SPX Spotlight 2013: Evan Dahm

Welcome to another entry in the 2013 SPX Spotlight series!  For the next month, I'll be highlighting creators and publishers who will be at the best convention, the Small Press Expo.  You can check out all of my spotlights for SPX from both this year and prior years here.

Relatively speaking, it's easy to start a webcomic, if you have the money to get the server space going. To do it right takes lots of hard work and dedication, which any long-time veteran of the webcomics scene will tell you.

To have three stories (two complete one in progress) that always update regularly, plus side-stories as time, money, and interest allow is quite an accomplishment, and that's just what Evan Dahm has done. Without a lot of fanfare, Dahm has built himself a world that is both interesting and incredibly well drawn.

Evan started with Rice Boy, back in 2006. He describes it as a surreal fantasy story, and that fits. After all, one of the first characters we meet is a machine being whose face changes every time we see him to a different black and white still shot.

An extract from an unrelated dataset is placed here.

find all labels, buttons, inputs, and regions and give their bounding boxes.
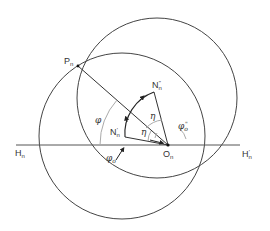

He wants help with finding someone and the story expands from there into a large cast of characters, including the titular Rice Boy, who is probably the most simply designed character of them all. As the story progresses, it gets increasingly strange creatures as Dahm moves the story bit by bit and we discover more of his innovative world.

Order of Tales Came next, and featured a new set of characters and time period. (Disclosure: I have only sampled this one. I really need to get back to it.)  This one follows a character who is the last storyteller, involved appropriately enough, in lost history. The work here is amazing in its use of black and white, using dark space to create a mood, thick linework to enhance details, and an overall improvement in Dahm's craft.

The current storyline is Vattu, a print of which I've featured above. It shows Dahm, in a return to color, using differing shades to enhance the elements of his panels, just as he used shading in Order of Tales. Vattu is about a nomadic tribe and its struggles, playing out across three-times-a-week updates.

A series of webcomics so well-established are hard to get into sometimes, but I appreciate the Dahm has his site so well organized. It makes starting and catching up incredibly easy for a new reader. He takes his work seriously, and the results show, both in professionalism and in the quality of art and story.

Evan will be at SPX again this year, with his printed versions of Rice Boy and Order of Tales. He may also have his Art Book from Benign Kingdom, which I think are printed now. If you like epic fantasy mixed with strange things (Hi there, Saga fans!), definitely check out Evan's body of work. I think you'll come away as impressed as I am.

Lost in you own epic and can't make SPX? You can find Evan's comics on the web here, with a link to his store to buy the books directly from him.